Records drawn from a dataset
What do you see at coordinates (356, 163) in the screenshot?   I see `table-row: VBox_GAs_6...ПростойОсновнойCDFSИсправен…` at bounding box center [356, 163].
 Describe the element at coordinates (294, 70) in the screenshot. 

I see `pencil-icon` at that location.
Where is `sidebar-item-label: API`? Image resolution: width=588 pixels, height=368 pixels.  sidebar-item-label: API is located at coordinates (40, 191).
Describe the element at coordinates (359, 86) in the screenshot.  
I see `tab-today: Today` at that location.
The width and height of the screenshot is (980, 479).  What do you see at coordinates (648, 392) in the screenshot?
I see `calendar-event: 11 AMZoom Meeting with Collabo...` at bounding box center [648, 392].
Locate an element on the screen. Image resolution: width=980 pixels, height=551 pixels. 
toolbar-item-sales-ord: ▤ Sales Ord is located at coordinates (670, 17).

> _TASK REQUIREMENTS_:
Every entry shown above is to be written out exactly.

> _THE ANSWER_:
What do you see at coordinates (356, 163) in the screenshot?   I see `table-row: VBox_GAs_6...ПростойОсновнойCDFSИсправен…` at bounding box center [356, 163].
 Describe the element at coordinates (294, 70) in the screenshot. 

I see `pencil-icon` at that location.
Where is `sidebar-item-label: API`? Image resolution: width=588 pixels, height=368 pixels.  sidebar-item-label: API is located at coordinates (40, 191).
Describe the element at coordinates (359, 86) in the screenshot.  
I see `tab-today: Today` at that location.
The width and height of the screenshot is (980, 479).  What do you see at coordinates (648, 392) in the screenshot?
I see `calendar-event: 11 AMZoom Meeting with Collabo...` at bounding box center [648, 392].
Locate an element on the screen. Image resolution: width=980 pixels, height=551 pixels. 
toolbar-item-sales-ord: ▤ Sales Ord is located at coordinates (670, 17).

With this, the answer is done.